‘Downfall: The Case Against Boeing’ Review: Damning Doc Paints a Portrait of Corporate Cowardice

This review of “Downfall: The Case Against Boeing” was first published on January 21 after the film’s premiere at the Sundance Film Festival.

“Downfall: The Case Against Boeing” is a work of impressive investigative cinema. But the most compelling aspect of Rory Kennedy’s damning documentary isn’t really about Boeing at all. It’s the intimation that this specific account of corporate malfeasance is just one chapter in a far bigger book.

Kennedy and writers Mark Bailey and Keven McAlester are no strangers to the stain of institutionalized corruption. She and Bailey, her husband, worked together on 2007’s Emmy-winning “Ghosts of Abu Ghraib”; all three made the 2014 Oscar nominee “Last Days in Vietnam.”

Their choice to focus so tightly on a micro-scenario here does strand us, occasionally, in the weeds of detail. But it’s tough to watch such a flatly incriminatory report without taking a macro view of society’s villains and heroes.

Given the film’s otherwise dispiriting conclusions, it comes as something of a relief that there are so many heroes. The first one we meet is former Wall Street Journal reporter Andy Pasztor, who wrote several exposés on the 2018 Lion Air crash in Indonesia, which killed everyone on board. Though Boeing tried to shift blame to the pilot, increasing evidence pointed to a flight-control-system flaw on its new 737 MAX jet.

Rather than ground other planes until the problem was definitively addressed, Boeing insisted they were safe to fly. The FAA, as Pasztor wrote, followed the company’s lead. A few months later, another MAX crashed. Again, everyone on board died.

Once these wrenching facts are explained, the movie aims to live up to its subtitle. To make their case, which unfolds with diligent conviction, the filmmakers call upon a widely disparate span of accusers. These include pilots like Captain “Sully” Sullenberger, outraged at Boeing’s seeming disregard for its employees and passengers, and politicians like Representative Peter DeFazio, who led a Congressional investigation into the MAX disasters. There are heartbreaking memorials from grieving family members who were callously ignored by Boeing, as well as deeply frustrated testimonials from staffers who blew countless whistles, only to be silenced or shuffled out of sight.

Indeed, the film is so well-researched, and the evidence so copious, that it simultaneously elides and evokes a far bigger issue. In contrast to the movie’s impressively vast range of heroes, Boeing CEO Dennis Muilenburg is designated as both its primary villain and the representative of a mostly faceless corporation.

Muilenburg, who eventually resigned with a severance package worth $62 million, certainly seems to fit the role. Even so, no CEO — or $62 million severance package, for that matter — exists within a vacuum. We see exactly who suffered as the result of choices made by Boeing leaders. But it takes more than one or two executives to design, disseminate, and uphold a culture.

How did so many employees come to prioritize profits over people? Was there significant dissent at the top, or was everyone involved in what DeFazio calls “plain and simple” corruption? How complicit were Wall Street pundits who allowed Boeing to change the story through stock buybacks and a dividend raise? Did managers ignore the concerns of quality control reports out of fear for their own jobs, or automatic acceptance of top-down standards?

Though these complex questions are never fully answered, what we do learn is this: Time stopped for the victims of the MAX jet malfunctions, while Boeing simply rolled on, as impenetrable and mechanical as the equipment it manufactures.

“Downfall” lasers in on the crashes and their aftermath with single-minded deliberation. After hearing this much about the Maneuvering Characteristics Augmentation System and Transport Airplane Risk Assessment Methodology, nervous flyers may come away primarily determined to drive to their next destination.

But the bigger picture is always there, visible on both sides of a sharply-drawn line between the bloodless detachment of a multinational company and the inescapable humanity of the individuals it impacted. And it leaves us wondering how many other stories like it are hiding in plain sight, still waiting to be told.

“Downfall: The Case Against Boeing” debuts on Netflix on Feb. 18.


§ **Work order**
Look through the entries below for the string "Lexile", and copy each line where it is found.
+++
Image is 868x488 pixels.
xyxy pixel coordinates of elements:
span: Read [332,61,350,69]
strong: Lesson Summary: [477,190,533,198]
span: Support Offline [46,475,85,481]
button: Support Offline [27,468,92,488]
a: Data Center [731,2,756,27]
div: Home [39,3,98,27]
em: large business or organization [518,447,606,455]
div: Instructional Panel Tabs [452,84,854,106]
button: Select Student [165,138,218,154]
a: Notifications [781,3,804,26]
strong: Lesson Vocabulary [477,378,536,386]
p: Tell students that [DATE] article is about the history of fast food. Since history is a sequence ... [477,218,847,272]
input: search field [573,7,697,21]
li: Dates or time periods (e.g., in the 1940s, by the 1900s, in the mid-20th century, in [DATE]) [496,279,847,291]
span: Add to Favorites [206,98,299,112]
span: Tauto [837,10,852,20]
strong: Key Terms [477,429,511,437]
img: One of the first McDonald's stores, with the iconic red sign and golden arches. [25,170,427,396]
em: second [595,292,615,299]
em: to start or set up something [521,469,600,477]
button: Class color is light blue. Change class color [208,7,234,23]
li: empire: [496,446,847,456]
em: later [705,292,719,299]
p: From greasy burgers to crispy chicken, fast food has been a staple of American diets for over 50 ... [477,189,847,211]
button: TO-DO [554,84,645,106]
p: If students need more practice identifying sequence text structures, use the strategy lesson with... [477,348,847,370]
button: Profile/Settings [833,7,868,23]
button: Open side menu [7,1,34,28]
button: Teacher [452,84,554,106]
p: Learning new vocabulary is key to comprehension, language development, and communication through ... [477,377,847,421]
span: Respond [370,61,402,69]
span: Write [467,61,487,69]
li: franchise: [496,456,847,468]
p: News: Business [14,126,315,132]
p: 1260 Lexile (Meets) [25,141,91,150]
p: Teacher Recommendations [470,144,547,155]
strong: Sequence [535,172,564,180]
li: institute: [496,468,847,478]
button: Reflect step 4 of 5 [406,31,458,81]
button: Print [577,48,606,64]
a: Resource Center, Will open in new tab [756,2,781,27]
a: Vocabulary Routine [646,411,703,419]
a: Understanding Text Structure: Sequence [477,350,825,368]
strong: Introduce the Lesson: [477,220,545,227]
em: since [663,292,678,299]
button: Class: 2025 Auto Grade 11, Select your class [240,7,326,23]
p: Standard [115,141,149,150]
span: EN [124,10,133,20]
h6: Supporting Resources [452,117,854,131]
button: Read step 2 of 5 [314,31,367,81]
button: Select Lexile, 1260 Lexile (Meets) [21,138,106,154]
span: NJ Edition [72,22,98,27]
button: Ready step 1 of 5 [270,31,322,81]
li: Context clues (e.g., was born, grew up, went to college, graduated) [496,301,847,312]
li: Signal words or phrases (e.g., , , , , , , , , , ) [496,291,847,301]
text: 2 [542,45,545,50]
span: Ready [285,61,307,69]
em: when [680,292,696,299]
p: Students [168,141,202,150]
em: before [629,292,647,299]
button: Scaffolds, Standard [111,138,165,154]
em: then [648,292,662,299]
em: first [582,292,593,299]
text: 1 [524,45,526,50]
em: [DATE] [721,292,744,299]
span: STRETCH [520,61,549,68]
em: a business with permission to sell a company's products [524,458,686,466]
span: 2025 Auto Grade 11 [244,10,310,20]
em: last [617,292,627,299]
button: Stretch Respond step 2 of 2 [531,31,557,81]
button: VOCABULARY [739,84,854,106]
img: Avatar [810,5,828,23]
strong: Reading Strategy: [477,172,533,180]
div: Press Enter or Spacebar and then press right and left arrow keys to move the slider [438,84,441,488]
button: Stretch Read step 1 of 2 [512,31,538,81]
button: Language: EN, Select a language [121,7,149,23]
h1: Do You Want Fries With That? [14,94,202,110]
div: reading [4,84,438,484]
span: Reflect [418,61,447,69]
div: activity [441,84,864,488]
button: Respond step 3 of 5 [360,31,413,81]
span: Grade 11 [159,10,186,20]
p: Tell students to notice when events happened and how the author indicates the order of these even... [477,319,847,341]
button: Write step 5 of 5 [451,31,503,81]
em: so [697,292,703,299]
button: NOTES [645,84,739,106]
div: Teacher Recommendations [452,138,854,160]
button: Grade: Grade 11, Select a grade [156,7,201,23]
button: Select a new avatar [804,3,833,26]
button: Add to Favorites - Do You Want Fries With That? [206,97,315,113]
+++
§ **Your response**
p: 1260 Lexile (Meets) [25,141,91,150]
button: Select Lexile, 1260 Lexile (Meets) [21,138,106,154]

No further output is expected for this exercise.